My Story
My education and qualifications are important. Decades of study, assessment and development, so you are in safe hands. But so are my life experiences. It really helps doesn't it, when the person you are speaking to you gets it - they don't think you're stupid or broken. You feel heard.
I controlled food to the extreme in my teens and 20's. An apparently flippant comment about my 'thunder thighs' didn't help. Nor did struggling with friendships, with school and a Dad who left us.
I started Rosemary Connolly and Callen Pinckney's callenetics in the 1980's when you did weird tiny movements to tone your arse. Along with a low fat diet.
The hip and thigh diet followed, then came Reebok step and pretty much every aerobics video on VHS performed in my lounge.
My clothes size fluctuated between 8-16, I avoided food and people.
My body became this machine.........one that I told myself would not tolerate anything fatty or Calorific. I exercised to the extreme.....pushing through even though my knees packed in.
Heading off to uni made it easier to hide. Restricting, eating in secret, bingeing, fighting my body every day. Therapy helped but I would continue to ride the roller coaster of recovery for a while.
I have used food in many ways to help me navigate parts of my life that were more than hard going. Parental divorce, crappy, abusive relationships, bullying and as I've just found out, undiagnosed ADHD and autism.
I found it easier to obsess about food and my body than work through my emotions and trauma. I completely lost touch with myself.
The good news......I have now learnt how to re-connect and restore trust with my body; to chuck out the rules books and do things in ways that respect and support my body and mental health.

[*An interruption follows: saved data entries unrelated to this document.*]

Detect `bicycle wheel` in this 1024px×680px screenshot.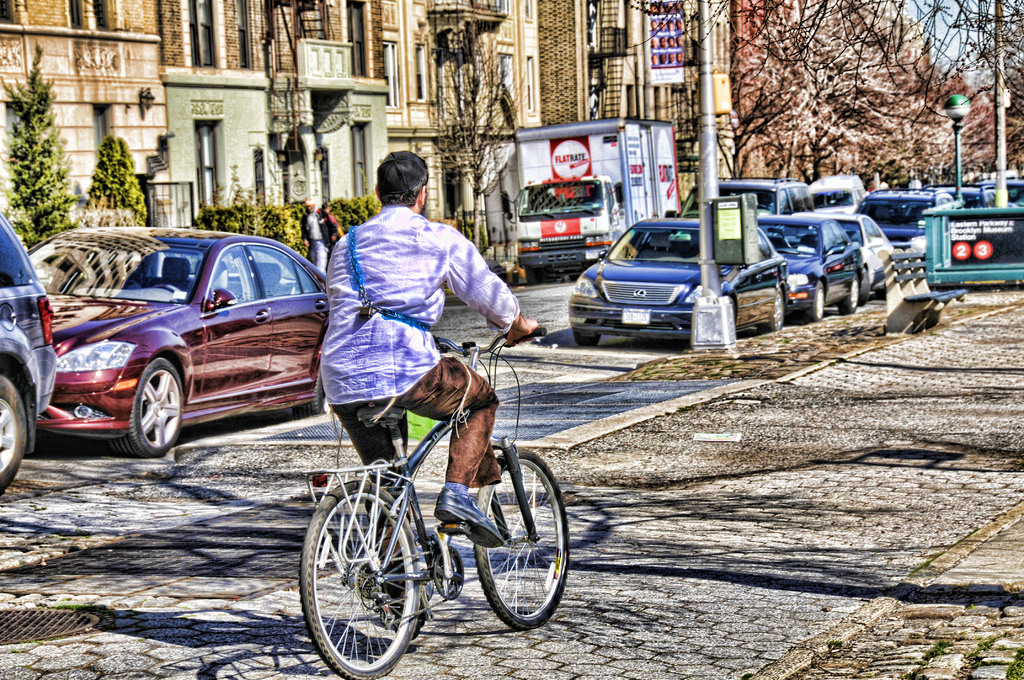
Detection: <box>317,482,431,671</box>.
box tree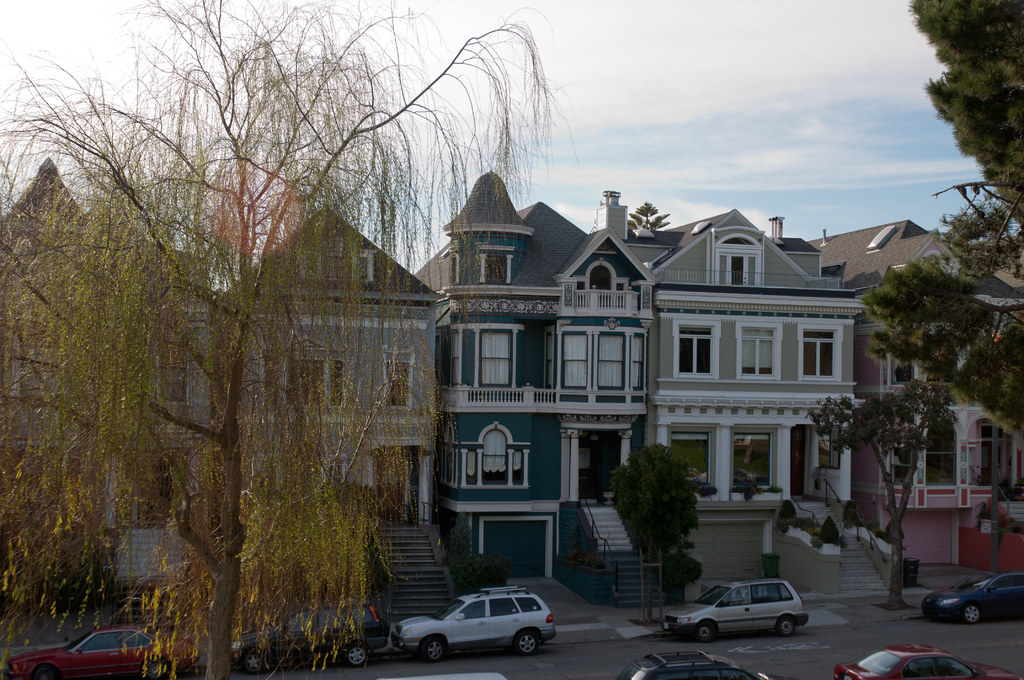
778/496/797/534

- I've restored my body confidence massively but still have to work at this - our bodies never stop changing (hello menopause!) so we never stand still.
- I've made peace with food whereby it no longer rules my life.
- I don't worry about what I can and can't eat. Not because I don't care but because I trust what my body asks me for.
- I see food as food; neither good or bad and something that brings me so much more than fuel.
- I look forward to enjoying stress-free meals.
- I no longer miss out on events that involve food.
- I never thought I would eat without guilt, resentment and shame but I do.
- I have lost the need to compensate for what I eat.
It's so liberating to be here. And THE most rewarding part of my work is when I help others to get to the same point. Please do message me if you'd like to find out how to change your food story too.